Saturday, 22 February 2014

Homage To a Lost Generation....


We belong to a generation that has, for the most part, forgotten the sacrifices and hardships suffered by our grand-parents and great-grand parents in the 20th century. We live in the best of times, because they lived in some of the worst of times.

Nothing illustrates this more than delving into the complicated world of the history of the Spanish Civil War. The 1930s were a time when, in spite of literary works such as The Great Gatsby and Little House on the Prairie, western society was undergoing such a magnificent turmoil, it would take over half a century for things to straighten themselves out. Homage to Catalonia by George Orwell has been a popular classic for over fifty years now.

Orwell’s combination of on the spot journalistic style combined with the now clichéd charm of a middle-class man espousing working-class sympathies has given many readers enjoyment and pause for thought. I’m a great believer, though, in combining reading experiences, and other media, to get a better grasp of the bigger picture. We have the advantage, of course, of buckets full of hindsight, numerous books have addressed the subject of the Spanish Civil War since its end. For my money you can’t  do much better for a wide-ranging slice of the story, than I Am Spain by David Boyd Haycock. Ernest Hemingway and Joris Ivens’ 1937 film, The Spanish Earth lends a wider perspective to the conflict which I would definitely recommend after reading about the war. Propaganda, whatever its perspective, should never be swallowed without an accompanying dose of other frames of reference.
Haycock does an excellent job of bringing together the experiences of the writers that seemed to flood Spain during the conflict. He also offers a helpful chronological approach to the narrative, essential in such a complex story. An added dimension to understanding the conflict is available with the wonders of modern technology via YouTube.

For me, the 1930s in Europe, and gradually across the rest of the world, became about the fight between two conflicting ideologies, Communism and Fascism. This fight would continue to reap a horrendous toll on human life through the decades of the 30s, 40s, 50s, and on into the 60s and 70s, to a lesser degree, as communism became the remaining threat. In many ways; the mediocre, beige world we now inhabit is the best, or at least safest scenario, when compared to the world we might be enduring without such a conflict having taken place.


HOW TO COMPLETE THIS TASK —
Copy the listing verbatim, excluding any images found in it.
§
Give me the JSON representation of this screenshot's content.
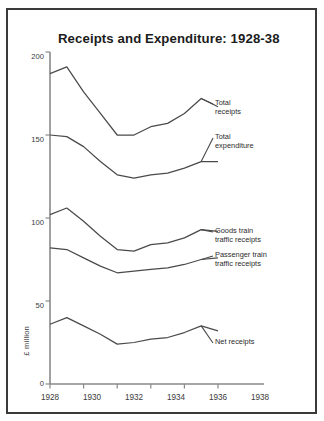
{
  "figure": {
    "title": "Receipts and Expenditure: 1928-38",
    "unit_label": "£ million",
    "border_color": "#3a3a3a",
    "background": "#ffffff",
    "line_color": "#4a4a4a"
  },
  "chart_data": {
    "type": "line",
    "title": "Receipts and Expenditure: 1928-38",
    "xlabel": "",
    "ylabel": "£ million",
    "xlim": [
      1928,
      1938
    ],
    "ylim": [
      0,
      200
    ],
    "grid": false,
    "legend": "direct-labels-right",
    "x": [
      1928,
      1929,
      1930,
      1931,
      1932,
      1933,
      1934,
      1935,
      1936,
      1937,
      1938
    ],
    "xticks": [
      1928,
      1930,
      1932,
      1934,
      1936,
      1938
    ],
    "xtick_labels": [
      "1928",
      "1930",
      "1932",
      "1934",
      "1936",
      "1938"
    ],
    "yticks": [
      0,
      50,
      100,
      150,
      200
    ],
    "ytick_labels": [
      "0",
      "50",
      "100",
      "150",
      "200"
    ],
    "series": [
      {
        "name": "Total receipts",
        "label": "Total\nreceipts",
        "values": [
          187,
          191,
          176,
          163,
          150,
          150,
          155,
          157,
          163,
          172,
          167
        ]
      },
      {
        "name": "Total expenditure",
        "label": "Total\nexpenditure",
        "values": [
          150,
          149,
          143,
          134,
          126,
          124,
          126,
          127,
          130,
          134,
          134
        ]
      },
      {
        "name": "Goods train traffic receipts",
        "label": "Goods train\ntraffic receipts",
        "values": [
          102,
          106,
          98,
          89,
          81,
          80,
          84,
          85,
          88,
          93,
          92
        ]
      },
      {
        "name": "Passenger train traffic receipts",
        "label": "Passenger train\ntraffic receipts",
        "values": [
          82,
          81,
          76,
          71,
          67,
          68,
          69,
          70,
          72,
          75,
          76
        ]
      },
      {
        "name": "Net receipts",
        "label": "Net receipts",
        "values": [
          36,
          40,
          35,
          30,
          24,
          25,
          27,
          28,
          31,
          35,
          32
        ]
      }
    ]
  }
}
§
THE ANSWER —
Give me the JSON representation of this screenshot's content.
{
  "figure": {
    "title": "Receipts and Expenditure: 1928-38",
    "unit_label": "£ million",
    "border_color": "#3a3a3a",
    "background": "#ffffff",
    "line_color": "#4a4a4a"
  },
  "chart_data": {
    "type": "line",
    "title": "Receipts and Expenditure: 1928-38",
    "xlabel": "",
    "ylabel": "£ million",
    "xlim": [
      1928,
      1938
    ],
    "ylim": [
      0,
      200
    ],
    "grid": false,
    "legend": "direct-labels-right",
    "x": [
      1928,
      1929,
      1930,
      1931,
      1932,
      1933,
      1934,
      1935,
      1936,
      1937,
      1938
    ],
    "xticks": [
      1928,
      1930,
      1932,
      1934,
      1936,
      1938
    ],
    "xtick_labels": [
      "1928",
      "1930",
      "1932",
      "1934",
      "1936",
      "1938"
    ],
    "yticks": [
      0,
      50,
      100,
      150,
      200
    ],
    "ytick_labels": [
      "0",
      "50",
      "100",
      "150",
      "200"
    ],
    "series": [
      {
        "name": "Total receipts",
        "label": "Total\nreceipts",
        "values": [
          187,
          191,
          176,
          163,
          150,
          150,
          155,
          157,
          163,
          172,
          167
        ]
      },
      {
        "name": "Total expenditure",
        "label": "Total\nexpenditure",
        "values": [
          150,
          149,
          143,
          134,
          126,
          124,
          126,
          127,
          130,
          134,
          134
        ]
      },
      {
        "name": "Goods train traffic receipts",
        "label": "Goods train\ntraffic receipts",
        "values": [
          102,
          106,
          98,
          89,
          81,
          80,
          84,
          85,
          88,
          93,
          92
        ]
      },
      {
        "name": "Passenger train traffic receipts",
        "label": "Passenger train\ntraffic receipts",
        "values": [
          82,
          81,
          76,
          71,
          67,
          68,
          69,
          70,
          72,
          75,
          76
        ]
      },
      {
        "name": "Net receipts",
        "label": "Net receipts",
        "values": [
          36,
          40,
          35,
          30,
          24,
          25,
          27,
          28,
          31,
          35,
          32
        ]
      }
    ]
  }
}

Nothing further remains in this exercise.